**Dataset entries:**
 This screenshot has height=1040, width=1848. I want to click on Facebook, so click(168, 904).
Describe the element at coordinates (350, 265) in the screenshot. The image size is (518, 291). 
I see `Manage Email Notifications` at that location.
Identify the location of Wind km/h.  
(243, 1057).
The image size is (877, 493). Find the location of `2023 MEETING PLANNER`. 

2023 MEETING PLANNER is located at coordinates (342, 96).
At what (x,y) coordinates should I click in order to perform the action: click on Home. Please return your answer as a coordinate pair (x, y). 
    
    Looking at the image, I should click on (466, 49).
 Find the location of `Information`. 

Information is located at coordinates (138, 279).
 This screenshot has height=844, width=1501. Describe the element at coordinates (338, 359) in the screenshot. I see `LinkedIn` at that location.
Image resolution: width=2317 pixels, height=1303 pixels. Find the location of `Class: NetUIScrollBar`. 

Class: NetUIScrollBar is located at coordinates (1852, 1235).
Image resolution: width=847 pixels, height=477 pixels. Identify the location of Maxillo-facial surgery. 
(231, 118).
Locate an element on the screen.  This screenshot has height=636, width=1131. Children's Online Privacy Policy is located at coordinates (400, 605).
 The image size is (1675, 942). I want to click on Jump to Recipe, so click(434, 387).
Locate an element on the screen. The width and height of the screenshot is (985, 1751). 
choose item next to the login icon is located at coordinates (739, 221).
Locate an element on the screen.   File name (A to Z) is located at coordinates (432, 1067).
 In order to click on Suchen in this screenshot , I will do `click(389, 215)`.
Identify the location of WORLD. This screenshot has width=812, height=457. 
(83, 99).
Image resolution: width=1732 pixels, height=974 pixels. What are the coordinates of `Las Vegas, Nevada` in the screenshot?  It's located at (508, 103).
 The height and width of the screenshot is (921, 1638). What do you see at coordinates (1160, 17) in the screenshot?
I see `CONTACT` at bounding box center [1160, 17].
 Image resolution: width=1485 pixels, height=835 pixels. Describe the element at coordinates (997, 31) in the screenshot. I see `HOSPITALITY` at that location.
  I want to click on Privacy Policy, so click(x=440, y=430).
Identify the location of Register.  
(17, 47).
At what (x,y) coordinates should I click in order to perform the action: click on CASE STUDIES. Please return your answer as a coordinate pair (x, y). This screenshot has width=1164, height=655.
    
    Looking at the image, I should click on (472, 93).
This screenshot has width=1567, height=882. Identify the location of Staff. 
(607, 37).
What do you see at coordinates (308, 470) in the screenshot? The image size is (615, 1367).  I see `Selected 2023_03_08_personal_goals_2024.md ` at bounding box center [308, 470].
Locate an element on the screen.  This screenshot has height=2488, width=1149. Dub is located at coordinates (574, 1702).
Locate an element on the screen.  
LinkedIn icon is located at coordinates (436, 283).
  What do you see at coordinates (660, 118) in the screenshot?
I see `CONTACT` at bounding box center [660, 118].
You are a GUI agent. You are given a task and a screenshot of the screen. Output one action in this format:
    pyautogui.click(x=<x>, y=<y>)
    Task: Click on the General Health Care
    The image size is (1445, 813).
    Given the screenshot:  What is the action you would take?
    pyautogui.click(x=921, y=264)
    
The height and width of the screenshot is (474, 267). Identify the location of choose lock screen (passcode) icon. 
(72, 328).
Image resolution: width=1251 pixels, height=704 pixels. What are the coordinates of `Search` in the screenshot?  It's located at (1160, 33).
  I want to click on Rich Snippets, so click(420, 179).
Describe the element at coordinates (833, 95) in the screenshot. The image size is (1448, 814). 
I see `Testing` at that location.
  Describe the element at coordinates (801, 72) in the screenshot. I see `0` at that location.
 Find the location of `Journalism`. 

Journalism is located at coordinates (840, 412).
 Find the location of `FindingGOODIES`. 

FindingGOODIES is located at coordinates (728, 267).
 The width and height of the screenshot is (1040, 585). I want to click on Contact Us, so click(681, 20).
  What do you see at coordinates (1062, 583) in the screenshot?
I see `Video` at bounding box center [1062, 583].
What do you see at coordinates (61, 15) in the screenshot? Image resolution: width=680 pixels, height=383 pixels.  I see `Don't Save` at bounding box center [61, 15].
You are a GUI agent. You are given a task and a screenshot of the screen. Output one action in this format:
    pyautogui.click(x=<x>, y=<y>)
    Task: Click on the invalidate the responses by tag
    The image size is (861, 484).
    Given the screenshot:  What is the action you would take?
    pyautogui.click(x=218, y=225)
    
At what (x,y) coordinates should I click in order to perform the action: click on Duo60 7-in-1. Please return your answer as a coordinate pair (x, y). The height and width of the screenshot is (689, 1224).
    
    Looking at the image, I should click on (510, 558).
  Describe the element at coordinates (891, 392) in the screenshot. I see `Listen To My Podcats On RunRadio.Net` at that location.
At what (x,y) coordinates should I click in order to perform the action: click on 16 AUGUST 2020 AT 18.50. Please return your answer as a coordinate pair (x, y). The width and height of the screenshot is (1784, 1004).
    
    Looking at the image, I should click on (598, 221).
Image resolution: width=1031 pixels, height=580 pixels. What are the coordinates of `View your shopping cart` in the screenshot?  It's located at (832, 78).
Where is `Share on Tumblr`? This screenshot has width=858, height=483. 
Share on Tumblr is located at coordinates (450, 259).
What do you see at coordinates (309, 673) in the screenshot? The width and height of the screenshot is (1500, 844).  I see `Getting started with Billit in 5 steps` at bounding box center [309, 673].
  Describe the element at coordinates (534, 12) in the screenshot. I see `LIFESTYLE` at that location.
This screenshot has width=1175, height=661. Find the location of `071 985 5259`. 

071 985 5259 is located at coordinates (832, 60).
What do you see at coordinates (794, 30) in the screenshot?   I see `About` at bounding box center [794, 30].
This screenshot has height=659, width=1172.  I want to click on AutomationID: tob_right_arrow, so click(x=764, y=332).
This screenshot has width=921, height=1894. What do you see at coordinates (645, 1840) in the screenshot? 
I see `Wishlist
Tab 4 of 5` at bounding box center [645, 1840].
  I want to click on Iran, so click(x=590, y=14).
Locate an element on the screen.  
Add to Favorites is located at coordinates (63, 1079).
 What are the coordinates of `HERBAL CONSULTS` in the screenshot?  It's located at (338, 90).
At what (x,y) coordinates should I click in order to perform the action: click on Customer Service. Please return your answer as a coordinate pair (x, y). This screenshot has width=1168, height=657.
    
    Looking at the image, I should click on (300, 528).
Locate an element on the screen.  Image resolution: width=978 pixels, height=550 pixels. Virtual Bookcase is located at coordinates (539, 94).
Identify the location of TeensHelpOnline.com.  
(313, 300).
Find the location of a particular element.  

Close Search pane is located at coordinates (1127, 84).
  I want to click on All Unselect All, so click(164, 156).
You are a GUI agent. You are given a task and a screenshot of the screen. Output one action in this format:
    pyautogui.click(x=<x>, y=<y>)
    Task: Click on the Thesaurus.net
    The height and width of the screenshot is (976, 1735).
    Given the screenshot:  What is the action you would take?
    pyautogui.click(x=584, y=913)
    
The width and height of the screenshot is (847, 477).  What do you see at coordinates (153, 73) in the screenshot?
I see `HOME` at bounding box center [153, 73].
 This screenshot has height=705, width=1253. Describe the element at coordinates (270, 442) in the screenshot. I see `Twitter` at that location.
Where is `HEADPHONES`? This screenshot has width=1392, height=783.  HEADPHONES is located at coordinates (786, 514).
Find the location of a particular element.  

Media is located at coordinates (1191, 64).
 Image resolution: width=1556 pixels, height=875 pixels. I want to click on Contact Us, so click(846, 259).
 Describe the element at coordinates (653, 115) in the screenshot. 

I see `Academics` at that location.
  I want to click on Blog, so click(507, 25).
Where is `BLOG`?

**WORK TO COMPLETE:**
Using the records above, please retype only the run of lines from the line holding "Describe the element at coordinates (653, 115)" through the last line, both ends included.

**SOLUTION TO THE EXERCISE:**
 Describe the element at coordinates (653, 115) in the screenshot. 

I see `Academics` at that location.
  I want to click on Blog, so click(507, 25).
Where is `BLOG`?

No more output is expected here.